By Geoff Liesik
Deseret Morning News
DRAPER, Utah — Charles Pete Ulibarri was 16 years old when he stood over David Young — already wounded after being shot three times — and fired a rifle bullet into the 43-year-old’s lower abdomen, nicking his heart.
“I just freaked out. I was young, amped up,” Ulibarri said Tuesday during his second parole hearing since being sentenced to prison in 1991 for capital murder.
“He was already down. I really don’t know why I even shot him,” the now-35-year-old Ulibarri said.
Ulibarri, along with Young’s stepson, Joseph Russell Hill, had gone to the victim’s Ogden home on April 22, 1991, to retrieve Hill’s things. But then they found Young’s gun collection, Ulibarri said, and began firing some of the weapons inside the house and stealing things.
“It kinda turned into a robbery,” Ulibarri told Utah Board of Pardons and Parole member Clark Harms.
He said Hill told him to hide when Young walked in unexpectedly. There was some shouting, Ulibarri said, and then Hill shot Young three times. Young fell, and Ulibarri stepped from his hiding place, shooting the man once. Hill, then 18, fired a final shot into the back of Young’s head before the teens fled.
Young’s body was found four days later, after co-workers became concerned when he missed his shift without calling in.
“I didn’t want to be caught, but I was glad I was,” said Ulibarri, who met Hill when they lived in the same foster home.
“I knew we weren’t going to get away with it,” he added.
Ulibarri was certified to stand trial as an adult in the slaying. He pleaded guilty in September 1991 to capital murder — one of the youngest people in Utah to do so at the time — and was sentenced to serve life in prison with the possibility of parole. Hill pleaded guilty to capital murder and other charges three months later and received an identical sentence. His next parole hearing is scheduled for 2011.
Under questioning from Harms, Ulibarri said his mother was a drug addict. His childhood and teen years were spent sleeping on the couches of friends and family members, he said, and his longest stint in one place before coming to prison was when he lived for a year with his aunt.
But Ulibarri asked for no sympathy for his difficult upbringing.
“I don’t blame my childhood,” he said. “Our choices are our own, and we have to own them.”
Ulibarri said he spent his first eight years in prison “with a chip on my shoulder,” fighting everyone and everything. He eventually realized the things he was missing in his life, though, and said he began working to better himself. He earned his GED, went on to complete a college degree and has held various prison jobs to learn trade skills.
“Everything I do now is an homage to (Young), so two lives aren’t wasted,” Ulibarri said.
Harms asked Ulibarri what, if anything, he would say to Young’s children about his decision to end their father’s life.
“Sorry sounds so hollow,” Ulibarri said, breaking down into sobs. “I wouldn’t be able to say it enough, and not just because I’m here. It was a horrible thing I did, and I am sorry for their loss.”
The parole board will review Ulibarri’s file and announce its decision in about one month. Harms told Ulibarri he appreciated the changes he has made during his time behind bars, adding that whatever decision the board reaches, it won’t discount those changes.
But Harms also warned Ulibarri that only one-quarter of the people convicted of capital murder in Utah are granted the privilege of parole, and the majority serve at least 28 years before being released.
“I am convinced that you are a different person than you were 18 years ago,” Harms said. “What I don’t know is whether or not that lessens your risk to the public in our eyes, given the crime that you committed, and sometimes, perhaps not in this case, but sometimes the appropriate punishment for an aggravated homicide is life in prison.”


About this task: Among the entries below, find the lines with "mark" and copy them.

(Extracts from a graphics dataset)
····················

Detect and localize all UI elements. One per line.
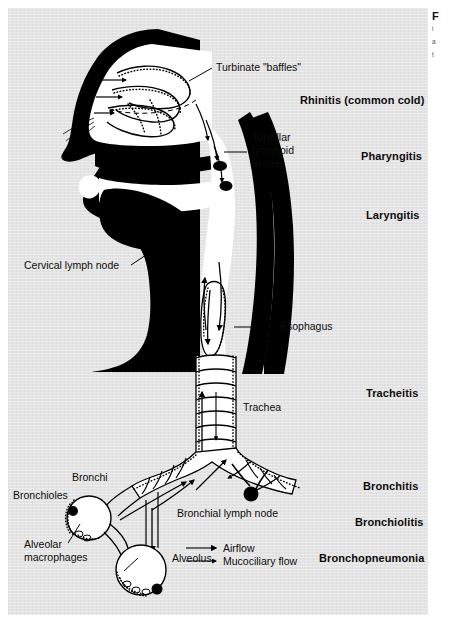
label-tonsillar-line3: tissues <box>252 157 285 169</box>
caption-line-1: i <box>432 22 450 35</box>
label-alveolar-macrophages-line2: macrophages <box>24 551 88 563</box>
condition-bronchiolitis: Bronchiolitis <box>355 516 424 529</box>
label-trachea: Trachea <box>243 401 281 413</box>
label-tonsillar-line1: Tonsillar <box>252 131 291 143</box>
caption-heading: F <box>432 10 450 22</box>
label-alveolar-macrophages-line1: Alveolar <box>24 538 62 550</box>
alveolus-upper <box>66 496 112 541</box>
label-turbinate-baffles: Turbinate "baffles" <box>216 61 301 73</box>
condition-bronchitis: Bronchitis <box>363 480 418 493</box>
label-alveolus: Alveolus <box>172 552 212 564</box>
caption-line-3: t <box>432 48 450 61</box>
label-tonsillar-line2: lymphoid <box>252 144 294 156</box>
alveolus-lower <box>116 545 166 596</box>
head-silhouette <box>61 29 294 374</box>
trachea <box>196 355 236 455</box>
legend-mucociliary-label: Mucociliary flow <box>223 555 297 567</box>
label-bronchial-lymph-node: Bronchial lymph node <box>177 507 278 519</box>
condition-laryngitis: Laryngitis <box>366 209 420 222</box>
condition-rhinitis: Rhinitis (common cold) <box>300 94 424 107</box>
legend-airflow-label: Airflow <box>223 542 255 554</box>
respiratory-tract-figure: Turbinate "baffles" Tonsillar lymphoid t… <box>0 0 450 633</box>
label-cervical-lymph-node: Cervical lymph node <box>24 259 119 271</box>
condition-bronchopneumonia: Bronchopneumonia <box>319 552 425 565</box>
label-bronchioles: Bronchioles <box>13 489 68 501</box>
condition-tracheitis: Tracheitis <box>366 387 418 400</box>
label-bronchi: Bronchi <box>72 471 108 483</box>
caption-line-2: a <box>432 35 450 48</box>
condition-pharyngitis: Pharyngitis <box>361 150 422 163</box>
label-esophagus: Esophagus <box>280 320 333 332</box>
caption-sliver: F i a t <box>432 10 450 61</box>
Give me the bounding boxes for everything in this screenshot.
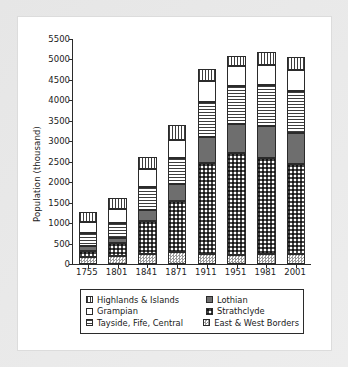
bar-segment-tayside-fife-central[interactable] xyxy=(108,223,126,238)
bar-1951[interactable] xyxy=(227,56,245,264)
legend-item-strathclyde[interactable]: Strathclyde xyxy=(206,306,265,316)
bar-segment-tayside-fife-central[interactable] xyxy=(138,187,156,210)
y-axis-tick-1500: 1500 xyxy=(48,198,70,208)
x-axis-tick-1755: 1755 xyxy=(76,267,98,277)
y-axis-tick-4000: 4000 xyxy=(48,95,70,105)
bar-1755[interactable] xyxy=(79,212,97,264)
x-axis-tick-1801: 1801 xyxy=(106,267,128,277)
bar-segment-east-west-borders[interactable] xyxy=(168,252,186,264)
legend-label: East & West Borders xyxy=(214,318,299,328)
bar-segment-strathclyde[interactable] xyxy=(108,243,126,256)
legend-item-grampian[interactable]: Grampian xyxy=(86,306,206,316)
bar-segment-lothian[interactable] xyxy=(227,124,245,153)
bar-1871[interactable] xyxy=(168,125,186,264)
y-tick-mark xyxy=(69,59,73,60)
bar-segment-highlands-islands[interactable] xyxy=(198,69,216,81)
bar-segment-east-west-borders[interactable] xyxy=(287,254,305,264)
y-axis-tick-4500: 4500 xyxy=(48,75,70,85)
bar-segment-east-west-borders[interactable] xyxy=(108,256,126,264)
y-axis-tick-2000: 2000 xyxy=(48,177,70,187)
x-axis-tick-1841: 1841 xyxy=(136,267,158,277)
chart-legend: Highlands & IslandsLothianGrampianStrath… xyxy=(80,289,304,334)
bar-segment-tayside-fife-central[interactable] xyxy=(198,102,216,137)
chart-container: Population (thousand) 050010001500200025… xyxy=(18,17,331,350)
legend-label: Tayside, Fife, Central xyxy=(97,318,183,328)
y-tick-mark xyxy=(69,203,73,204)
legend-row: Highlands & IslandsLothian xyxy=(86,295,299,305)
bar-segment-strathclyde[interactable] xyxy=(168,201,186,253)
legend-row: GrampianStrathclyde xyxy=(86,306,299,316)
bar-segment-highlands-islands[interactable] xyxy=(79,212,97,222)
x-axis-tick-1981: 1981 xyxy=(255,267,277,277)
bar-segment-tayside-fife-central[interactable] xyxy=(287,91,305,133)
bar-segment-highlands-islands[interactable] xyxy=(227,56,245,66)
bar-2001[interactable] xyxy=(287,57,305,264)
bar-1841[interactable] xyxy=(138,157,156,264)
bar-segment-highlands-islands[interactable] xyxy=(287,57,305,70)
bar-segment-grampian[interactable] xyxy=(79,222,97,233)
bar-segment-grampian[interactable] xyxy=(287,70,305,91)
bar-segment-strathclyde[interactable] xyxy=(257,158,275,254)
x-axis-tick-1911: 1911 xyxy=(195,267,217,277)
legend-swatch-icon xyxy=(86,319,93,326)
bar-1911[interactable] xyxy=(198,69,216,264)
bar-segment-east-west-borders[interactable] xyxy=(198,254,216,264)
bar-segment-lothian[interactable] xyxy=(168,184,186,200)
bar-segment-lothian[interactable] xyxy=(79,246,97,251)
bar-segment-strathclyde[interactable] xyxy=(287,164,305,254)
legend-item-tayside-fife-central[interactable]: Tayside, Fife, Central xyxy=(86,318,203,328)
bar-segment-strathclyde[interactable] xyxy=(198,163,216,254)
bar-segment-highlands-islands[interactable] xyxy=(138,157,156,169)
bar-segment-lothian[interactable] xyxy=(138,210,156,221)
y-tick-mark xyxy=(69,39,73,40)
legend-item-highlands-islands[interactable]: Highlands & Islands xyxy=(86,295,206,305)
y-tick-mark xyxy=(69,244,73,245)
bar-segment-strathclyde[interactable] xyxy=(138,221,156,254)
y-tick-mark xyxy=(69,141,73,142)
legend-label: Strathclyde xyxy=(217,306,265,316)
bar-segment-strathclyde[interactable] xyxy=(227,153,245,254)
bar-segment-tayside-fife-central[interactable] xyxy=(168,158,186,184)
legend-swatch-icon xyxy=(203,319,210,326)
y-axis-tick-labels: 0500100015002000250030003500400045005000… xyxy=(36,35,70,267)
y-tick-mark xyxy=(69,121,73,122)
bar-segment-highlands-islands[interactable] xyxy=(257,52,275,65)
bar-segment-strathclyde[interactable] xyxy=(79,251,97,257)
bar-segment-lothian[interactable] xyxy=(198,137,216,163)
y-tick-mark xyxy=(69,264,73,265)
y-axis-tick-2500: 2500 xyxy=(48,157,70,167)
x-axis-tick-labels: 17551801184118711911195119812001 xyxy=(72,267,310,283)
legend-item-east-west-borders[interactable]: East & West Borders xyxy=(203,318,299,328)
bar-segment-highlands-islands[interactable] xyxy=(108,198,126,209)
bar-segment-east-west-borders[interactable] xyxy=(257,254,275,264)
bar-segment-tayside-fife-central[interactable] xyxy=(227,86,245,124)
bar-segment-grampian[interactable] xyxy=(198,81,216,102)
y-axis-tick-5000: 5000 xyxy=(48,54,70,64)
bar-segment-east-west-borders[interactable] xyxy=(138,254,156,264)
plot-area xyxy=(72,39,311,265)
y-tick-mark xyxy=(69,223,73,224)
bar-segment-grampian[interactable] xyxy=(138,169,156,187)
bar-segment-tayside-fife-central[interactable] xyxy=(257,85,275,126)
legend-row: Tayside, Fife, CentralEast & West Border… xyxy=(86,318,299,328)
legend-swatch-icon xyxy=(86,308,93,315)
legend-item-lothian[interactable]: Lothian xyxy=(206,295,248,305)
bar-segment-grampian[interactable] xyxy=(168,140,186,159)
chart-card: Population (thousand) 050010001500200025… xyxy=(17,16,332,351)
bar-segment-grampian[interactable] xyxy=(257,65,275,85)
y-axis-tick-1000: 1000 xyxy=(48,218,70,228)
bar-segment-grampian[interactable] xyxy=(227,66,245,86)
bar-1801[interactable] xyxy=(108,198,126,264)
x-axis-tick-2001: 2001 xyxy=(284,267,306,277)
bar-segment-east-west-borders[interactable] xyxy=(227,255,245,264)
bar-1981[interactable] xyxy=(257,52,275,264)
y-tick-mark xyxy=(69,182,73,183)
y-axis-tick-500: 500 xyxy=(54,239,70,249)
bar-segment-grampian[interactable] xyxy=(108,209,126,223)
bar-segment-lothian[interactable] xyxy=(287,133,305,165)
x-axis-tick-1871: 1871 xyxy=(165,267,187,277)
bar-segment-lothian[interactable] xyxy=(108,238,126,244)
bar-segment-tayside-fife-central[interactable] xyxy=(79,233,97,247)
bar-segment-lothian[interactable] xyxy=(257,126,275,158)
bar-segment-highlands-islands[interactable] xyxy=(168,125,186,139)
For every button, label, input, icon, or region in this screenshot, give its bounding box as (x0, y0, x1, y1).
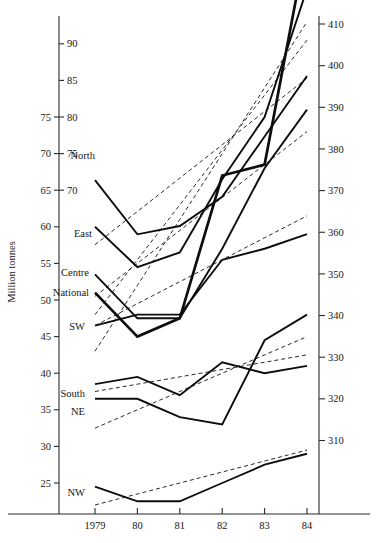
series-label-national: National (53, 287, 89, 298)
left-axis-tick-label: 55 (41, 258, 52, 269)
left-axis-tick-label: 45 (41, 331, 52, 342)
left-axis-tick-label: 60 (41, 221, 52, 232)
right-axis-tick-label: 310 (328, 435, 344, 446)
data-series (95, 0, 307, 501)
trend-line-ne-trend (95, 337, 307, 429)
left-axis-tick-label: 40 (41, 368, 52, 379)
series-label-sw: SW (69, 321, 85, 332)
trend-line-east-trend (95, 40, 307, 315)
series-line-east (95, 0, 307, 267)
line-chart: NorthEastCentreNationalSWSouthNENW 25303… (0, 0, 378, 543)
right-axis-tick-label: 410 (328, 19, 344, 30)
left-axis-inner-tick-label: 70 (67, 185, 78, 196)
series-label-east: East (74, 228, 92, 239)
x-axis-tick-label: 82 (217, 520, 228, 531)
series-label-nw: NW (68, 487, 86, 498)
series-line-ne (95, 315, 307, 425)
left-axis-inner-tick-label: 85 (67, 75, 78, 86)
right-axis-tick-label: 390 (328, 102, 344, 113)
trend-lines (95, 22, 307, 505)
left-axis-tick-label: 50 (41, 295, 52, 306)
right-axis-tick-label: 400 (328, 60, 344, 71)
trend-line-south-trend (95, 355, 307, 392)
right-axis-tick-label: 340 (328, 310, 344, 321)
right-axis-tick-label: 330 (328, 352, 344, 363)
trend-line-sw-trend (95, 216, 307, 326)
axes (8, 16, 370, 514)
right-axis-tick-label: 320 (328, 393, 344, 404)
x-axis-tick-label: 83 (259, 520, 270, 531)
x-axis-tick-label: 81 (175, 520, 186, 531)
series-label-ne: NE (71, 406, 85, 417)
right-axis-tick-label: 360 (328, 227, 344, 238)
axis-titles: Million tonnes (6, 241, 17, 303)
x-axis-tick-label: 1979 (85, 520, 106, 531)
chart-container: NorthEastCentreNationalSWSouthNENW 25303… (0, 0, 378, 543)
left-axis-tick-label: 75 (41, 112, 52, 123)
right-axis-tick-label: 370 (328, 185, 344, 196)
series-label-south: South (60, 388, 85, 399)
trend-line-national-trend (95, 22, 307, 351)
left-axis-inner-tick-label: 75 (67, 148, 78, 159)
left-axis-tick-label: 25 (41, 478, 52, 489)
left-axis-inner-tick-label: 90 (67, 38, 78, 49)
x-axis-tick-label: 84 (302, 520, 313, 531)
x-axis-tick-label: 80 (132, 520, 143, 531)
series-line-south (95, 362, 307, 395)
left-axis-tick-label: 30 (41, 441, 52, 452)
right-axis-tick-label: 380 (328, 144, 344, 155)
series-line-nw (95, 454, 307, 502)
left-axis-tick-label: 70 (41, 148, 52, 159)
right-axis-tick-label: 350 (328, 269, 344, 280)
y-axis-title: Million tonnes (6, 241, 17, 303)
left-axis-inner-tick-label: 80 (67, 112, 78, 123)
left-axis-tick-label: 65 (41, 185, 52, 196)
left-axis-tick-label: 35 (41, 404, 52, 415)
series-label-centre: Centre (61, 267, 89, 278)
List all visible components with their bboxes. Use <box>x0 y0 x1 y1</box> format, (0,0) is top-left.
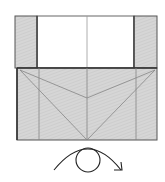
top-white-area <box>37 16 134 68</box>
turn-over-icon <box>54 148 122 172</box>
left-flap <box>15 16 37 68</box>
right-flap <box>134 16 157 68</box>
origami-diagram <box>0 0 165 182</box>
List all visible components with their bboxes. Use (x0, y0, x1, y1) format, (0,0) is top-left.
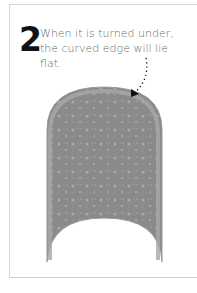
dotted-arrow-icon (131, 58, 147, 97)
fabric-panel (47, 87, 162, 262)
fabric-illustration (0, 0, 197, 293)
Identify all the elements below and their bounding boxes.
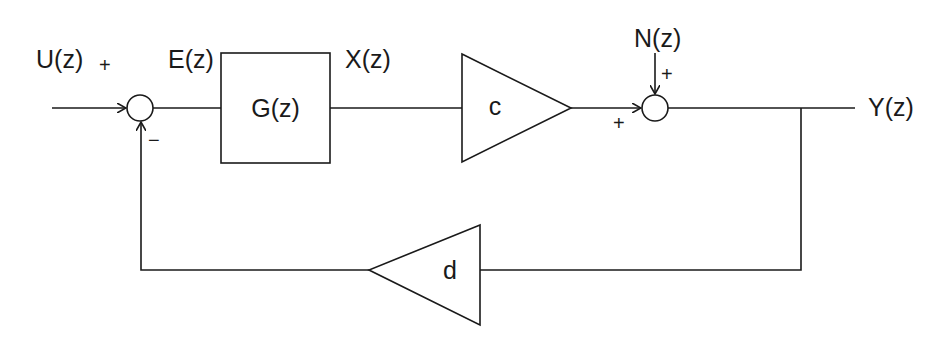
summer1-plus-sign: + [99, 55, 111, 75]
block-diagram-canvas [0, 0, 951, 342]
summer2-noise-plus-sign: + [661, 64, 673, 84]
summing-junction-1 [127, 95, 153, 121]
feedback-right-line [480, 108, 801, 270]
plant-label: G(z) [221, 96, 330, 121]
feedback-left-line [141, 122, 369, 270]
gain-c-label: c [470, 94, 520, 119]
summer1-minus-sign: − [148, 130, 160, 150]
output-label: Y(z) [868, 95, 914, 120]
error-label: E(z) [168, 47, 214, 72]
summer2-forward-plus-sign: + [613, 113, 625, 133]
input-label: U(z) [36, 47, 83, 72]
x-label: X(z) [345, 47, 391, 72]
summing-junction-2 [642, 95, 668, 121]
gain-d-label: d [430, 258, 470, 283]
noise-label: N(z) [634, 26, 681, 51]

····················

Reply to the exercise:
y-tick-mark xyxy=(69,59,73,60)
y-tick-mark xyxy=(69,203,73,204)
y-tick-mark xyxy=(69,39,73,40)
y-tick-mark xyxy=(69,244,73,245)
y-tick-mark xyxy=(69,141,73,142)
y-tick-mark xyxy=(69,121,73,122)
y-tick-mark xyxy=(69,264,73,265)
y-tick-mark xyxy=(69,223,73,224)
y-tick-mark xyxy=(69,182,73,183)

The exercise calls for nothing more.